# What is needed
Go through the listing below. Copy each line that has the string "will".

=== Section Start ===

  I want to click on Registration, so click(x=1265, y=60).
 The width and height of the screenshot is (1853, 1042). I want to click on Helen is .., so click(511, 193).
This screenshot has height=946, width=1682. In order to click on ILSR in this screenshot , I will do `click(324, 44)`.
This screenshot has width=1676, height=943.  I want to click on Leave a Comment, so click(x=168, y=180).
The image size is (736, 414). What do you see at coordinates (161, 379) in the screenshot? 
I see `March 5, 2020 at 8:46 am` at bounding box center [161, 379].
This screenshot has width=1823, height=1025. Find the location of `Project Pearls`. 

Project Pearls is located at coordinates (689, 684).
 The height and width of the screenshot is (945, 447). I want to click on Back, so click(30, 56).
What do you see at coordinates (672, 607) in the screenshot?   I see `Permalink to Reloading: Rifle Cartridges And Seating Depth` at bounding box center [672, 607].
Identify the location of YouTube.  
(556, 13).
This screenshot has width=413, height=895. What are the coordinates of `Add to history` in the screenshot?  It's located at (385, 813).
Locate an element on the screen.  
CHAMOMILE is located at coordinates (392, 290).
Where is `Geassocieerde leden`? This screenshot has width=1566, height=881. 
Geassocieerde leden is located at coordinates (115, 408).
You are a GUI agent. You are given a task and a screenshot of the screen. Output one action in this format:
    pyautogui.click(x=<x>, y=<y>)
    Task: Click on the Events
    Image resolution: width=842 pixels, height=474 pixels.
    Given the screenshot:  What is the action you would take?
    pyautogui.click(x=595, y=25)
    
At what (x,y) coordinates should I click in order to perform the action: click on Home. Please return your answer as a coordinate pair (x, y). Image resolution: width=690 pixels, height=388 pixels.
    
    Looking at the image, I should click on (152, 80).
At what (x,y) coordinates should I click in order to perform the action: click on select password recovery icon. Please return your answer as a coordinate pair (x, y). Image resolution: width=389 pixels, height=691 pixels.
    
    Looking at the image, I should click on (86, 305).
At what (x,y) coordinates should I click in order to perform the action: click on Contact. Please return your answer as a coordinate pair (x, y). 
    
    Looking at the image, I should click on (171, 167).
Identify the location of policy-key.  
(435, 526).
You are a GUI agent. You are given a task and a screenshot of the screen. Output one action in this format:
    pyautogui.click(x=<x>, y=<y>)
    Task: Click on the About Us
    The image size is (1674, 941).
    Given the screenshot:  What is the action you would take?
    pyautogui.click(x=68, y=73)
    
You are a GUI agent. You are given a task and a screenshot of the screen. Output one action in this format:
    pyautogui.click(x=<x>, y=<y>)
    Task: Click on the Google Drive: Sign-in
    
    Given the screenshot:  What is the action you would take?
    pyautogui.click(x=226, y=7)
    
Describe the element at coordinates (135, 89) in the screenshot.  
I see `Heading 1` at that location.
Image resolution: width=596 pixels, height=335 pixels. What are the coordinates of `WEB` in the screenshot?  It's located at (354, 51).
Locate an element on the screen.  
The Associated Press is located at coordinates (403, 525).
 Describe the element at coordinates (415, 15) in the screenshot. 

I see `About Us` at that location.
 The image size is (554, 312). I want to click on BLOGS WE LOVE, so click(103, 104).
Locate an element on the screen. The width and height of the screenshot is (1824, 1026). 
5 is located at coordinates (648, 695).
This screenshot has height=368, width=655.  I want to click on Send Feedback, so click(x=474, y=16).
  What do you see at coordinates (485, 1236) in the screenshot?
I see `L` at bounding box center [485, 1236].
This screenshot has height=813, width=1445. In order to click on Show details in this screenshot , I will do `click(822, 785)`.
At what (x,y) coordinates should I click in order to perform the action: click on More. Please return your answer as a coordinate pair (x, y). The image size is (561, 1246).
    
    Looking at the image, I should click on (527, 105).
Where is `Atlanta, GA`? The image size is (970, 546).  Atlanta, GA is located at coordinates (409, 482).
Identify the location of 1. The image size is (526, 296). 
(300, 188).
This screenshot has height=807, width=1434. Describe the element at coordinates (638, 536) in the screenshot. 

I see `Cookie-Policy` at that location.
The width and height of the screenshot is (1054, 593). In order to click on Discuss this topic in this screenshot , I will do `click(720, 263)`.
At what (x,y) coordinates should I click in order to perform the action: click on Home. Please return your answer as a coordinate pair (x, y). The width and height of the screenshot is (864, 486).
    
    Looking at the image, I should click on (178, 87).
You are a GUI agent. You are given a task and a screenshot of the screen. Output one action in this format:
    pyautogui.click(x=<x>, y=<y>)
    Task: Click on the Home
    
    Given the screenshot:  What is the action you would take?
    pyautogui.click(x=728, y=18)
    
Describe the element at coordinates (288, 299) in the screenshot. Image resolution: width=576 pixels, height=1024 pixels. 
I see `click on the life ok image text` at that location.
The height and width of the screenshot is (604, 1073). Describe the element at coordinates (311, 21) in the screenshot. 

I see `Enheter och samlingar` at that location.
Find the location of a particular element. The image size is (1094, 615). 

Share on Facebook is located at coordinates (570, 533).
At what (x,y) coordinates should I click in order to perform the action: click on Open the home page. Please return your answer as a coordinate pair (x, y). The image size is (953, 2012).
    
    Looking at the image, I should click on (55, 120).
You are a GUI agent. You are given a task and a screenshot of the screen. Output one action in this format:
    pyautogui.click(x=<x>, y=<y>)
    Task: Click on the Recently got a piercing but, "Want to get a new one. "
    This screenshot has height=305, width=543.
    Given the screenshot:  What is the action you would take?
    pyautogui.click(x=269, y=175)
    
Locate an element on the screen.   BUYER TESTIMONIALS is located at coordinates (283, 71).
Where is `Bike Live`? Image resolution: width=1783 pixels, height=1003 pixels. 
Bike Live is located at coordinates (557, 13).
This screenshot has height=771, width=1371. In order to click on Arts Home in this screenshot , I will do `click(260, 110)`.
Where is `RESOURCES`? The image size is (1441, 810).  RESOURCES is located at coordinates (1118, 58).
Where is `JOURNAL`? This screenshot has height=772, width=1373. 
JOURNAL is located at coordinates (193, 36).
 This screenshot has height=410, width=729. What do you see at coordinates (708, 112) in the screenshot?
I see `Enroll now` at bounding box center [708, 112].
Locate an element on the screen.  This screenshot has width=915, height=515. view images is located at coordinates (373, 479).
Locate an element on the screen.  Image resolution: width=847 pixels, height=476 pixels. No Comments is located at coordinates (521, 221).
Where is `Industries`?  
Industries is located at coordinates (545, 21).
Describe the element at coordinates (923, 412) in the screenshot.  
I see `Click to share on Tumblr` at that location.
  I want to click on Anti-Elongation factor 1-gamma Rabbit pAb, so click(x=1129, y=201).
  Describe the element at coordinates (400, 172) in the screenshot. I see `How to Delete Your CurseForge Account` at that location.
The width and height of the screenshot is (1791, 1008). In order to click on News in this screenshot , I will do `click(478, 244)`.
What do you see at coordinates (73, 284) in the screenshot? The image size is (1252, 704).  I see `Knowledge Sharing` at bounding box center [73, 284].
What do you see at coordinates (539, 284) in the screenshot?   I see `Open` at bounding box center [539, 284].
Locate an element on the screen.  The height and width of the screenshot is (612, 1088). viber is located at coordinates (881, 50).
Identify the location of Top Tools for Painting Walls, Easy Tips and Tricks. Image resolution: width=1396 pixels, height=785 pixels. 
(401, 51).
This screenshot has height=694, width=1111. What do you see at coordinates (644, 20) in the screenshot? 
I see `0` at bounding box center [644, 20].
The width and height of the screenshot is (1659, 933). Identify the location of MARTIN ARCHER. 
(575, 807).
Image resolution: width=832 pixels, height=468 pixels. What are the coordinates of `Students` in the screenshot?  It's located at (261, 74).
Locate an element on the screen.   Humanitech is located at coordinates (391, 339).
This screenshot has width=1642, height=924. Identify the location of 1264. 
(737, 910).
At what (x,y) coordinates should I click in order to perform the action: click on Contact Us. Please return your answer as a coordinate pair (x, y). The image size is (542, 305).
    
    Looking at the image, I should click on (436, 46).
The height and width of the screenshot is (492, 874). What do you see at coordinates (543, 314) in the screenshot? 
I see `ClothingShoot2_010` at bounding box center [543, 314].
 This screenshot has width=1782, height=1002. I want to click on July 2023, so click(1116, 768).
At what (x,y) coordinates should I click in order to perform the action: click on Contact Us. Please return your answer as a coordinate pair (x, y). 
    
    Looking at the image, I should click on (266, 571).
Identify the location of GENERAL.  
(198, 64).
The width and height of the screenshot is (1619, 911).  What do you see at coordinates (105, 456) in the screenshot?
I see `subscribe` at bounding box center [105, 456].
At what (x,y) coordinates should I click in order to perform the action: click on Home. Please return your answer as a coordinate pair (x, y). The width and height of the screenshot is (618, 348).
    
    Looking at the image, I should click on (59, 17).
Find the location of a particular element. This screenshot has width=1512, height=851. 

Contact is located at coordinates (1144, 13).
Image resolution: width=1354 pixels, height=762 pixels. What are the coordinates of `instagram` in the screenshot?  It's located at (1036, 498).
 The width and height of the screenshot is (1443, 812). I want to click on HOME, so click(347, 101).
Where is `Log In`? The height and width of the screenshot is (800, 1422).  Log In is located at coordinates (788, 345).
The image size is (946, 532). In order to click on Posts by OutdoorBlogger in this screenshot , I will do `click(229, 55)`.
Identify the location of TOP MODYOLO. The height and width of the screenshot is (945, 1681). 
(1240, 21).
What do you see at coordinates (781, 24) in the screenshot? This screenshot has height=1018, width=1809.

=== Section End ===

# Response to this exercise
This screenshot has height=946, width=1682. In order to click on ILSR in this screenshot , I will do `click(324, 44)`.
This screenshot has height=813, width=1445. In order to click on Show details in this screenshot , I will do `click(822, 785)`.
The width and height of the screenshot is (1054, 593). In order to click on Discuss this topic in this screenshot , I will do `click(720, 263)`.
This screenshot has height=771, width=1371. In order to click on Arts Home in this screenshot , I will do `click(260, 110)`.
The width and height of the screenshot is (1791, 1008). In order to click on News in this screenshot , I will do `click(478, 244)`.
The image size is (946, 532). In order to click on Posts by OutdoorBlogger in this screenshot , I will do `click(229, 55)`.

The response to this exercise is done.